True Tales of Medical School: The Take-Home Test

As part of the third year of medical school, each student had to take a 3-month Surgery rotation. There were 3 choices for your Surgery rotation. You could choose Group A (the “I know I want to be a surgeon” group), Group B (the “I may want to be a surgeon” group) or Group C (the “no way in Hell am I going to be a surgeon” group). I was the poster child for Group C.

My 3-month rotation was made up of one month of Pediatric Surgery, one month of General Surgery at the VA hospital, and two weeks each of Vascular Surgery and ENT Surgery. The Pediatric Surgery was intense, but at least we were not expected to take call. The residents were fun to work with and the attending physicians instructive. The VA rotation was easily the most miserable month of my life. Unfriendly residents, unpleasant physicians and a grueling call schedule. I found Vascular Surgery interesting, and the surgeons were friendly and helpful. I was able to do my first stitching of a real patient during this rotation. The ENT rotation also went smoothly. I had bartended the ENT Christmas party the year before, so I knew all the residents and instructors (and how much they drank).

In addition to the surgeries and routine patient care, there were daily lectures, monthly multiple-choice exams, a 12-page paper, and a take-home 60-question test. We were supposed to study for exams, write the paper and answer the questions in the free time we had left over from our 16-hour days at the hospital. I would get home at 9 PM, study and write for an hour or two then climb into bed and fall asleep, only to wake up a few hours later to get back to the hospital for pre-pre-rounds at 4 AM.

The take-home test consisted of the same 60 questions that had been used every year for at least the last decade. If you knew the right people, you could get answers to the questions that had been handed down from student to student for the same length of time. Dr. K-, the chairman of the Surgery Department, graded each set of answers. Rumor had it that he just picked 10 random answers and awarded a score based on those answers alone. Almost everyone received a score of 7/10 or 8/10.

I didn’t know the right people, but one of the other students on my VA rotation did. Unfortunately she discovered that the answers were on three diskettes and she did not have a computer. Being the nice guy I am, I offered to print out the answers for her as long as I could copy the diskettes. She agreed and I was in business.

The first sign of trouble was when I realized that there were nearly 100 files on the diskettes. Whoever had written the answers had saved each page as a separate file. They had saved some as text files, some as RTF, and some as DOC files. Sometimes different formats for the same answer.

Then, as I printed out each page for the other student, I would skim the answers. My heart sunk as I found mistake after mistake. Not subtle mistakes, but obvious ones — like having the heart on the wrong side of the chest. I found that I had to read each answer closely, carefully ascertain which portions were right and which were wrong, and then correct each mistake I found. It was a tedious process, but after two weeks of hard work the test was finished.

As I turned in my answers, I realized that I had spent more time poring over answers and correcting mistakes than I would have if I had just answered the questions on my own. Truly crime does not pay.

On the bright side, I scored a 9/10, where everyone else using the same answers scored a 7/10.

3 Responses to “ True Tales of Medical School: The Take-Home Test ”

  1. Reminds me of “Danny Dunn and the Homework Machine” by Jay Williams.

  2. As a nerd though, I want to point out an interesting note. You probably learned more by correcting that fool’s mistakes than you would have by just answering the questions yourself. Don’t ask me why, but for some reason grading (or checking) answers for someone else can teach you more than earnest studying on your own. So, crime may not pay, but in my opinion you got lucky. As a fan though, let me say I love your stories and your House M.D. critiques. I want to be a heart surgeon so this stuff fascinates me. I even got to scrub in on a cardiac surgery once, go on rounds with oncologists, and do genomic cancer research (done the for three years). Nerdy, I know. Any advice on comfortable shoes for rounds and the OR? Thanks.

  3. Try the slide shoes from LL bean—can slide on and off easily. Extremely comfortable.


The records that follow need to be printed exactly. Leave out each image.

START EXCERPTED RECORDS

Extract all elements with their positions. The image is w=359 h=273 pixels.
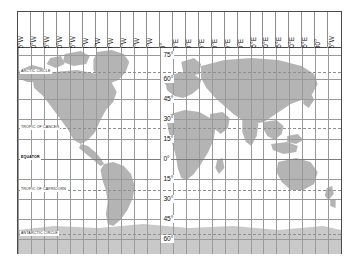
lat-label-60s: 60°	[161, 235, 174, 243]
parallel-75n	[18, 55, 341, 56]
map-frame: 165°W150°W135°W120°W105°W90°W75°W60°W45°…	[17, 11, 342, 254]
longitude-tick: 75°E	[225, 12, 238, 48]
longitude-tick: 30°E	[186, 12, 199, 48]
longitude-axis: 165°W150°W135°W120°W105°W90°W75°W60°W45°…	[18, 12, 341, 48]
parallel-45n	[18, 99, 341, 100]
parallel-30s	[18, 199, 341, 200]
antarctic-circle-line	[18, 234, 341, 235]
parallel-30n	[18, 119, 341, 120]
equator-label: EQUATOR	[20, 155, 41, 160]
lat-label-30s: 30°	[161, 195, 174, 203]
lat-label-60n: 60°	[161, 75, 174, 83]
tropic-of-capricorn-label: TROPIC OF CAPRICORN	[20, 187, 67, 192]
lat-label-45s: 45°	[161, 215, 174, 223]
longitude-tick: 60°E	[212, 12, 225, 48]
longitude-tick: 180°	[315, 12, 328, 48]
lat-label-0: 0°	[161, 155, 170, 163]
longitude-tick: 45°E	[199, 12, 212, 48]
tropic-of-cancer-label: TROPIC OF CANCER	[20, 125, 60, 130]
lat-label-45n: 45°	[161, 95, 174, 103]
longitude-tick: 135°W	[44, 12, 57, 48]
parallel-equator	[18, 159, 341, 160]
world-map-figure: 165°W150°W135°W120°W105°W90°W75°W60°W45°…	[0, 0, 359, 273]
parallel-60s	[18, 239, 341, 240]
longitude-tick: 15°E	[173, 12, 186, 48]
longitude-tick: 90°E	[238, 12, 251, 48]
antarctic-circle-label: ANTARCTIC CIRCLE	[20, 231, 59, 236]
parallel-15s	[18, 179, 341, 180]
longitude-tick: 105°W	[70, 12, 83, 48]
lat-label-15n: 15°	[161, 135, 174, 143]
longitude-tick: 165°W	[328, 12, 341, 48]
lat-label-75n: 75°	[161, 51, 174, 59]
lat-label-15s: 15°	[161, 175, 174, 183]
parallel-15n	[18, 139, 341, 140]
map-plot-area: 75° 60° 45° 30° 15° 0° 15° 30° 45° 60° A…	[18, 48, 341, 254]
longitude-tick: 120°W	[57, 12, 70, 48]
longitude-tick: 165°W	[18, 12, 31, 48]
arctic-circle-label: ARCTIC CIRCLE	[20, 69, 52, 74]
parallel-45s	[18, 219, 341, 220]
lat-label-30n: 30°	[161, 115, 174, 123]
parallel-60n	[18, 79, 341, 80]
arctic-circle-line	[18, 72, 341, 73]
tropic-of-cancer-line	[18, 128, 341, 129]
longitude-tick: 150°W	[31, 12, 44, 48]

END EXCERPTED RECORDS

● RESULT
Extract all elements with their positions. The image is w=359 h=273 pixels.
lat-label-60s: 60°	[161, 235, 174, 243]
parallel-75n	[18, 55, 341, 56]
map-frame: 165°W150°W135°W120°W105°W90°W75°W60°W45°…	[17, 11, 342, 254]
longitude-tick: 75°E	[225, 12, 238, 48]
longitude-tick: 30°E	[186, 12, 199, 48]
longitude-axis: 165°W150°W135°W120°W105°W90°W75°W60°W45°…	[18, 12, 341, 48]
parallel-45n	[18, 99, 341, 100]
parallel-30s	[18, 199, 341, 200]
antarctic-circle-line	[18, 234, 341, 235]
parallel-30n	[18, 119, 341, 120]
equator-label: EQUATOR	[20, 155, 41, 160]
lat-label-30s: 30°	[161, 195, 174, 203]
lat-label-60n: 60°	[161, 75, 174, 83]
tropic-of-capricorn-label: TROPIC OF CAPRICORN	[20, 187, 67, 192]
lat-label-45s: 45°	[161, 215, 174, 223]
longitude-tick: 60°E	[212, 12, 225, 48]
longitude-tick: 180°	[315, 12, 328, 48]
lat-label-0: 0°	[161, 155, 170, 163]
longitude-tick: 45°E	[199, 12, 212, 48]
tropic-of-cancer-label: TROPIC OF CANCER	[20, 125, 60, 130]
lat-label-45n: 45°	[161, 95, 174, 103]
longitude-tick: 135°W	[44, 12, 57, 48]
parallel-equator	[18, 159, 341, 160]
world-map-figure: 165°W150°W135°W120°W105°W90°W75°W60°W45°…	[0, 0, 359, 273]
parallel-60s	[18, 239, 341, 240]
longitude-tick: 15°E	[173, 12, 186, 48]
longitude-tick: 90°E	[238, 12, 251, 48]
antarctic-circle-label: ANTARCTIC CIRCLE	[20, 231, 59, 236]
parallel-15s	[18, 179, 341, 180]
longitude-tick: 105°W	[70, 12, 83, 48]
lat-label-15n: 15°	[161, 135, 174, 143]
longitude-tick: 165°W	[328, 12, 341, 48]
lat-label-75n: 75°	[161, 51, 174, 59]
lat-label-15s: 15°	[161, 175, 174, 183]
parallel-15n	[18, 139, 341, 140]
map-plot-area: 75° 60° 45° 30° 15° 0° 15° 30° 45° 60° A…	[18, 48, 341, 254]
longitude-tick: 120°W	[57, 12, 70, 48]
longitude-tick: 165°W	[18, 12, 31, 48]
arctic-circle-label: ARCTIC CIRCLE	[20, 69, 52, 74]
parallel-45s	[18, 219, 341, 220]
lat-label-30n: 30°	[161, 115, 174, 123]
parallel-60n	[18, 79, 341, 80]
arctic-circle-line	[18, 72, 341, 73]
tropic-of-cancer-line	[18, 128, 341, 129]
longitude-tick: 150°W	[31, 12, 44, 48]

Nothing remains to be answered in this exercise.